The gap isn’t in AI capabilities. The gap is in enterprise readiness. While everyone’s debating whether AI is “truly intelligent” or waiting for AGI, the real work is figuring out:

  • How to give AI secure access to corporate systems
  • How to audit and govern AI actions
  • How to blend human and AI workflows
  • How to measure and optimize AI value
  • How to train workers to leverage AI properly
  • How to prevent shadow AI from becoming a security nightmare

None of this requires GPT-5, 6, or 10. It requires taking what we have seriously and doing the hard work of integration.

The Citrix view: Secure the work (no matter who’s doing it)

At Citrix, we’ve been thinking about this deeply. Not “what if AI becomes AGI?” but “what happens when thousands of AI agents need access to enterprise desktops?” Not “will AI replace workers?” but “how do we secure AI and human workers operating side-by-side?”

The answer isn’t to wait for AI to “mature” or for the hype to die down. It’s to build the infrastructure now for the AI-augmented workplace that’s already emerging.

That means:

  • Workspaces that can host both human and AI workers
  • Security that follows the work, not just the worker
  • Governance that applies whether it’s a person or an AI clicking buttons
  • Infrastructure that scales for 24/7 AI operations, not just 9-5 humans

The bottom line

GPT-5 could cure cancer tomorrow, and it wouldn’t change the fundamental challenge: enterprises have years of work ahead just to properly integrate today’s AI capabilities.

Stop worrying about whether AI is overhyped. Stop waiting for the next model. Stop debating AGI timelines. Start focusing on the very real, very immediate work of enabling and securing today’s AI platforms into your workplace.

Because while you’re waiting for the AI revolution to be “confirmed,” your workers are already living it. The only question is whether you’re going to acknowledge and support it or keep your head in the sand.

This next phase is the exciting part. The technology is here, the capabilities exist, and the real workplace AI transformation is about to begin. It’s going to be a wild ride.


Read more & connect
Join the conversation and discuss this post on LinkedIn. You can find all my posts on my author page on the Citrix blog (or via RSS).

Video of my most recent talk
In May I gave the closing keynote at the EUCtech Denmark 2025 conference, called The Future of Work in an AI-Native World. I talked about a lot of what I covered today and walked through how AI will evolve and impact the workplace in the coming years.

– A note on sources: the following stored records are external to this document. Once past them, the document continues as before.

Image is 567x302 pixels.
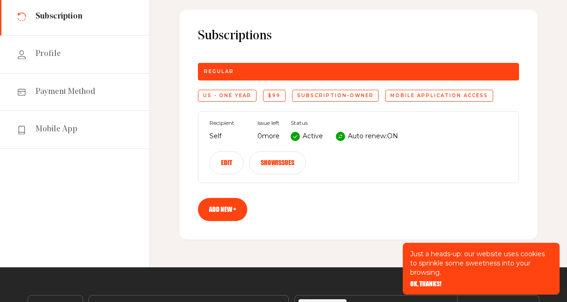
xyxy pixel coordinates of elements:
[303,131,323,142] p: Active
[198,28,519,44] span: Subscriptions
[348,131,398,142] p: Auto renew: ON
[198,63,519,80] div: Regular
[410,249,553,277] p: Just a heads-up: our website uses cookies to sprinkle some sweetness into your browsing.
[210,151,244,174] button: Edit
[198,90,257,102] div: US - One Year
[258,131,280,142] p: 0 more
[258,120,280,126] span: Issue left
[292,90,379,102] div: subscription-owner
[410,280,442,287] button: OK, THANKS!
[36,11,83,22] span: Subscription
[36,48,61,60] span: Profile
[210,120,247,126] span: Recipient
[36,124,78,135] span: Mobile App
[386,90,494,102] div: Mobile application access
[36,86,96,97] span: Payment Method
[210,131,247,142] p: Self
[291,120,398,126] span: Status
[198,198,247,221] a: Add new +
[249,151,306,174] button: Showissues
[263,90,286,102] div: $99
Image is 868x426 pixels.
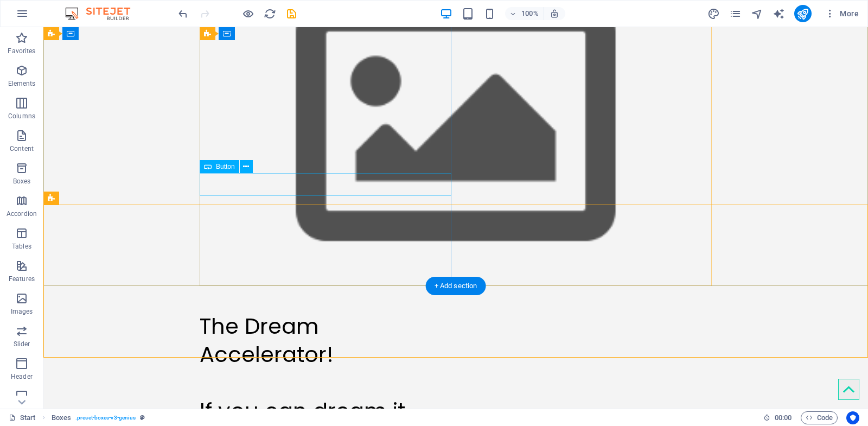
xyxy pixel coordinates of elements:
i: Navigator [751,7,763,20]
i: Undo: Change background (Ctrl+Z) [177,7,189,20]
div: + Add section [426,277,486,295]
a: Click to cancel selection. Double-click to open Pages [8,411,36,424]
p: Content [10,144,34,153]
button: undo [176,7,189,20]
button: publish [794,5,811,22]
h6: 100% [521,7,538,20]
button: More [820,5,863,22]
button: save [285,7,298,20]
button: Click here to leave preview mode and continue editing [241,7,255,20]
i: This element is a customizable preset [140,415,145,420]
h6: Session time [763,411,792,424]
p: Boxes [13,177,31,185]
i: Pages (Ctrl+Alt+S) [729,7,741,20]
p: Features [8,274,35,283]
p: Tables [12,242,32,251]
p: Accordion [7,210,37,218]
i: Publish [796,7,809,20]
button: Code [800,411,838,424]
span: : [782,414,784,421]
p: Header [11,372,33,381]
p: Columns [8,112,35,121]
img: Editor Logo [63,7,144,20]
p: Elements [8,79,36,88]
button: design [707,7,720,20]
button: Usercentrics [846,411,859,424]
button: pages [729,7,742,20]
i: Reload page [264,7,276,20]
span: Click to select. Double-click to edit [51,411,71,424]
button: text_generator [772,7,785,20]
button: navigator [751,7,764,20]
span: Code [805,411,833,424]
span: . preset-boxes-v3-genius [75,411,136,424]
i: Save (Ctrl+S) [285,7,298,20]
p: Favorites [7,47,35,55]
span: Button [216,163,235,170]
i: AI Writer [772,7,785,20]
span: More [825,8,858,19]
span: 00 00 [774,411,791,424]
button: 100% [505,7,544,20]
button: reload [263,7,276,20]
p: Slider [14,340,30,348]
p: Images [11,307,33,316]
i: Design (Ctrl+Alt+Y) [707,7,720,20]
i: On resize automatically adjust zoom level to fit chosen device. [549,8,559,19]
nav: breadcrumb [51,411,145,424]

You can watch it on YouTube.

My upcoming public talks

  • AppManagEvent: Closing Keynote: AI & the Future of Enterprise Apps — Utrecht, Netherlands, Oct 10
  • MAICON 2025: AI at Work: The Employees’ Revolution! — Cleveland, Ohio, Oct 14-16

AI Computing User Agent (CUA) skills benchmark progress

We got another an update since my last post, with the leading CUA now scoring 61%. (Humans score 72%.) What is this and why does it matter?